On Jun 29, 6:35=A0am, "bwake" <pietrof...@[EMAIL PROTECTED]
> wrote:
> Hi all.
> Let me introduce my problem to you, hoping you can give me some useful
> directions to solve it. I'm developing my bachelor thesis on a smart THD
> sensor for a power distribution line but I'm just new to digital signal
> processing and I don't know much about implementing FFTs (or, better,
DFTs=
)
> in c language. I've search extensively through the net but all the
> algorithms I've found failed to compile (using MPLAB C30) because of
error=
s
> I really don't know anything of! This is not the real problem, anyway.
> My main concern is I don't know exactly what to look for... Here in
Europe=
> the power distribution system works at a fixed frequency of 50 Hz and my
> application should be able to detect harmonics of the 50=B0 order,
accordi=
ng
> to the specifications of power quality guidelines.
> According to Microchip's datasheet, using a DSPIC33 clocked at 120 MHz,
> the device is able of 1.1 Msps ADC acquisition, so a 256 points FFT
could
> detect frequencies up to 19 kHZ if applied to this kind of signal and
this=
> is dramatically low for my application!
>
> Hoping this brief explanation is enough for you to understand my needs,
> I'll be looking forward to having directions: articles, books, internet
> resources... Help me, I want to get into programming this sensor and I
nee=
d
> knowledge!
>
> Filippo
the relation****p between sampling rate, bin resolution and FFT size
(N) is
Bin_resoution =3D Sample_Rate/N
So you pick two and get the other, if the sample rate is 10Hz and N is
10, the bin resolution is 1 Hz, ( each bin is seperated by 1 Hz, so
the bins would center on the following frequecies...0Hz, 1Hz, 2Hz, 3
Hz, 4 Hz, 5 Hz, 6Hz, 7Hz, 8Hz, 9Hz)
in the above case you need to filter out (in hardware) above 4Hz or so
to prevent aliasing (depends on how steep your filter is).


▸ What to produce: Write the entries below out again without a single difference.

▸ Data:
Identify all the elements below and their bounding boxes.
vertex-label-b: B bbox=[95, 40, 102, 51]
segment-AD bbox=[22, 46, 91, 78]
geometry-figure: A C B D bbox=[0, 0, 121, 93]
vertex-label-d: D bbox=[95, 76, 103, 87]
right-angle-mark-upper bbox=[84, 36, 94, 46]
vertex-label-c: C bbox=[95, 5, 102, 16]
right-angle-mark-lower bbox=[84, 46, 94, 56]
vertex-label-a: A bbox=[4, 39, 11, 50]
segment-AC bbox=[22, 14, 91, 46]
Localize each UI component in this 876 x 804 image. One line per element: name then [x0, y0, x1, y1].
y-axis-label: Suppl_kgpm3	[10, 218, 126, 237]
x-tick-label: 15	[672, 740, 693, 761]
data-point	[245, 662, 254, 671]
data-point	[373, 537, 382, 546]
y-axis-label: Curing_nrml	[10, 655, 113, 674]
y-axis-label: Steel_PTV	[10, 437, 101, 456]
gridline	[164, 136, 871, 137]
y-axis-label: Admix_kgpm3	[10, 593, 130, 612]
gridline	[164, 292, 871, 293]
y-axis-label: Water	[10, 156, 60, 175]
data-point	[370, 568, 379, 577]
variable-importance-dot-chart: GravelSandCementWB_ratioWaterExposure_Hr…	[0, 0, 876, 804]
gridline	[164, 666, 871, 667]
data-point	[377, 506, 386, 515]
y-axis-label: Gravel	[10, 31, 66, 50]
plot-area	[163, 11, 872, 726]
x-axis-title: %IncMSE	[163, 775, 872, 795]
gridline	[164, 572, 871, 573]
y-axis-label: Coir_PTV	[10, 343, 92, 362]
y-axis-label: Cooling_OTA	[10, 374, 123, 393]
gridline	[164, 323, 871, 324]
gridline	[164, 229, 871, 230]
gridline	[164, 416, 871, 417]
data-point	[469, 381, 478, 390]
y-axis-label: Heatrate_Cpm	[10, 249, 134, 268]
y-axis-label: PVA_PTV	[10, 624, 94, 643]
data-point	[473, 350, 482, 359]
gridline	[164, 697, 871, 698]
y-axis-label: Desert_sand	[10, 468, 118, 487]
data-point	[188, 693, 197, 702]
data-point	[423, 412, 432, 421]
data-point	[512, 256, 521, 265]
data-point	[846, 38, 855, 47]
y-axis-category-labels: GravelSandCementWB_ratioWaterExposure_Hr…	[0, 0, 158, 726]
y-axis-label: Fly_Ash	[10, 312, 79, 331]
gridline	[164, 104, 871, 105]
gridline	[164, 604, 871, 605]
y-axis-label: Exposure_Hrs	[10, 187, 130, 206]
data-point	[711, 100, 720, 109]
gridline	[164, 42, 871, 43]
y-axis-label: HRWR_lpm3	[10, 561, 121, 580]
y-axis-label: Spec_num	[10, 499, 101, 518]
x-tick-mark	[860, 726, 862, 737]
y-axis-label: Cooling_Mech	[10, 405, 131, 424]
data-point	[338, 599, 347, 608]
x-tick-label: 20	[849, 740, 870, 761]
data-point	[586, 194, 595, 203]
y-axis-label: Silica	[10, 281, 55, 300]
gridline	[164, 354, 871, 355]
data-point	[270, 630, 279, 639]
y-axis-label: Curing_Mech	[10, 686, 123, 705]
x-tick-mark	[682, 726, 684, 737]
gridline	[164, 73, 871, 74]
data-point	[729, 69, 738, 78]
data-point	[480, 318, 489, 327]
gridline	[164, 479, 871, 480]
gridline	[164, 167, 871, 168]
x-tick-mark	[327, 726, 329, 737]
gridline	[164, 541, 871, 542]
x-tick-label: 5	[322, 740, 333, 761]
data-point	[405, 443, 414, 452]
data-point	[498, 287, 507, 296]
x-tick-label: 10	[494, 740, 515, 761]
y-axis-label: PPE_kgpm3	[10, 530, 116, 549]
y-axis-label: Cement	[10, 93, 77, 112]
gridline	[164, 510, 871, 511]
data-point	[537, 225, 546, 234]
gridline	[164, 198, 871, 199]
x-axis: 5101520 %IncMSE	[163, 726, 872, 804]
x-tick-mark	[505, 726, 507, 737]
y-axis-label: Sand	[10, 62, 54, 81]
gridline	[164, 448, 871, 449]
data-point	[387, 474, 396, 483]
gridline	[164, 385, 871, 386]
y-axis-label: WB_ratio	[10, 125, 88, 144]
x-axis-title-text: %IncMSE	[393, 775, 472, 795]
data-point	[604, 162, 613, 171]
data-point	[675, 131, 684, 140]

▸ Result of this exercise:
Identify all the elements below and their bounding boxes.
vertex-label-b: B bbox=[95, 40, 102, 51]
segment-AD bbox=[22, 46, 91, 78]
geometry-figure: A C B D bbox=[0, 0, 121, 93]
vertex-label-d: D bbox=[95, 76, 103, 87]
right-angle-mark-upper bbox=[84, 36, 94, 46]
vertex-label-c: C bbox=[95, 5, 102, 16]
right-angle-mark-lower bbox=[84, 46, 94, 56]
vertex-label-a: A bbox=[4, 39, 11, 50]
segment-AC bbox=[22, 14, 91, 46]
Localize each UI component in this 876 x 804 image. One line per element: name then [x0, y0, x1, y1].
y-axis-label: Suppl_kgpm3	[10, 218, 126, 237]
x-tick-label: 15	[672, 740, 693, 761]
data-point	[245, 662, 254, 671]
data-point	[373, 537, 382, 546]
y-axis-label: Curing_nrml	[10, 655, 113, 674]
y-axis-label: Steel_PTV	[10, 437, 101, 456]
gridline	[164, 136, 871, 137]
y-axis-label: Admix_kgpm3	[10, 593, 130, 612]
gridline	[164, 292, 871, 293]
y-axis-label: Water	[10, 156, 60, 175]
data-point	[370, 568, 379, 577]
variable-importance-dot-chart: GravelSandCementWB_ratioWaterExposure_Hr…	[0, 0, 876, 804]
gridline	[164, 666, 871, 667]
data-point	[377, 506, 386, 515]
y-axis-label: Gravel	[10, 31, 66, 50]
plot-area	[163, 11, 872, 726]
x-axis-title: %IncMSE	[163, 775, 872, 795]
gridline	[164, 572, 871, 573]
y-axis-label: Coir_PTV	[10, 343, 92, 362]
y-axis-label: Cooling_OTA	[10, 374, 123, 393]
gridline	[164, 323, 871, 324]
gridline	[164, 229, 871, 230]
gridline	[164, 416, 871, 417]
data-point	[469, 381, 478, 390]
y-axis-label: Heatrate_Cpm	[10, 249, 134, 268]
y-axis-label: PVA_PTV	[10, 624, 94, 643]
data-point	[473, 350, 482, 359]
gridline	[164, 697, 871, 698]
y-axis-label: Desert_sand	[10, 468, 118, 487]
data-point	[188, 693, 197, 702]
data-point	[423, 412, 432, 421]
data-point	[512, 256, 521, 265]
data-point	[846, 38, 855, 47]
y-axis-category-labels: GravelSandCementWB_ratioWaterExposure_Hr…	[0, 0, 158, 726]
y-axis-label: Fly_Ash	[10, 312, 79, 331]
gridline	[164, 104, 871, 105]
gridline	[164, 604, 871, 605]
y-axis-label: Exposure_Hrs	[10, 187, 130, 206]
data-point	[711, 100, 720, 109]
gridline	[164, 42, 871, 43]
y-axis-label: HRWR_lpm3	[10, 561, 121, 580]
y-axis-label: Spec_num	[10, 499, 101, 518]
x-tick-mark	[860, 726, 862, 737]
y-axis-label: Cooling_Mech	[10, 405, 131, 424]
data-point	[338, 599, 347, 608]
x-tick-label: 20	[849, 740, 870, 761]
data-point	[586, 194, 595, 203]
y-axis-label: Silica	[10, 281, 55, 300]
gridline	[164, 354, 871, 355]
data-point	[270, 630, 279, 639]
y-axis-label: Curing_Mech	[10, 686, 123, 705]
x-tick-mark	[682, 726, 684, 737]
gridline	[164, 73, 871, 74]
data-point	[729, 69, 738, 78]
data-point	[480, 318, 489, 327]
gridline	[164, 479, 871, 480]
gridline	[164, 167, 871, 168]
x-tick-mark	[327, 726, 329, 737]
gridline	[164, 541, 871, 542]
x-tick-label: 5	[322, 740, 333, 761]
data-point	[405, 443, 414, 452]
data-point	[498, 287, 507, 296]
x-tick-label: 10	[494, 740, 515, 761]
y-axis-label: PPE_kgpm3	[10, 530, 116, 549]
y-axis-label: Cement	[10, 93, 77, 112]
gridline	[164, 510, 871, 511]
data-point	[537, 225, 546, 234]
gridline	[164, 198, 871, 199]
x-axis: 5101520 %IncMSE	[163, 726, 872, 804]
x-tick-mark	[505, 726, 507, 737]
y-axis-label: Sand	[10, 62, 54, 81]
gridline	[164, 448, 871, 449]
data-point	[387, 474, 396, 483]
gridline	[164, 385, 871, 386]
y-axis-label: WB_ratio	[10, 125, 88, 144]
x-axis-title-text: %IncMSE	[393, 775, 472, 795]
data-point	[604, 162, 613, 171]
data-point	[675, 131, 684, 140]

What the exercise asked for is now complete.